You have to remember this was the early sixties and I was fifteen or sixteen, I can't remember which, and in 4th year at school. It would be about 1962 or 3 and the so called swinging sixties had not yet happened and Glasgow was not the best place for a free frank discussion about anything sexual to say the least. And especially not about lesbianism. I remember the son of one of our neighbours up the close was said to be 'homosexual' and I'm pretty sure he had a bad time of it at school.

If I said no, would she just think I was covering up something anyway or that I was so totally ignorant everyone would just laugh at me? The choices weren't so hot. In fact there was no real choice.

But could knowing what a lesbian was, and not being disturbed by it, mean you were one? Surely not. Was I a lesbian? I didn't think so, after all I was nothing like any of the women in the book, and if anything could convince you weren't a lesbian, reading that miserable book could.

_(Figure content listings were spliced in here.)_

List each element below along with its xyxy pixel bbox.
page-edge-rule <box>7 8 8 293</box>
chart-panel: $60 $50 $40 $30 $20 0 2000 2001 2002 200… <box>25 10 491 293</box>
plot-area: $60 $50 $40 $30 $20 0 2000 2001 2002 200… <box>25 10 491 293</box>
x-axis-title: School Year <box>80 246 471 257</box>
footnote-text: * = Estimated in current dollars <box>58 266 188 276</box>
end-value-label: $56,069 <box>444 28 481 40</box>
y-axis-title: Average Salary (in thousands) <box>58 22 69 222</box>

And anyway I wasn't sporty either. And I went out with boys, I liked music and dancing.

But why did she ask me this question? Was it because I waited for her to walk up the road? Did she think I was attracted to her? I was a bit of a loner, a bit quiet, a bit odd perhaps, a bit different, didn't really fit in. I definitely didn't want things to be any worse.

So I made a choice. I said yes I did know what a lesbian was. And she never spoke to me for the rest of that year at the end of which she left school.

And me what did I do? I spent the next 20 years of my life in denial. I tried to fit in and be like everyone else. I got married, had children but was aware all along that things were not right. I tried to bring my children up to be aware of differences. But I was not at all happy in myself and refused to recognise what my feelings for women were. The changes for me started when a friend pointed out to me how much I was talking a lot about someone I knew. She said 'You like her.' 'Oh yes,' I replied, 'I just admire what she's done.' 'No,' she said, 'you really like her.' And then feminism got going again and I met lots of women like me.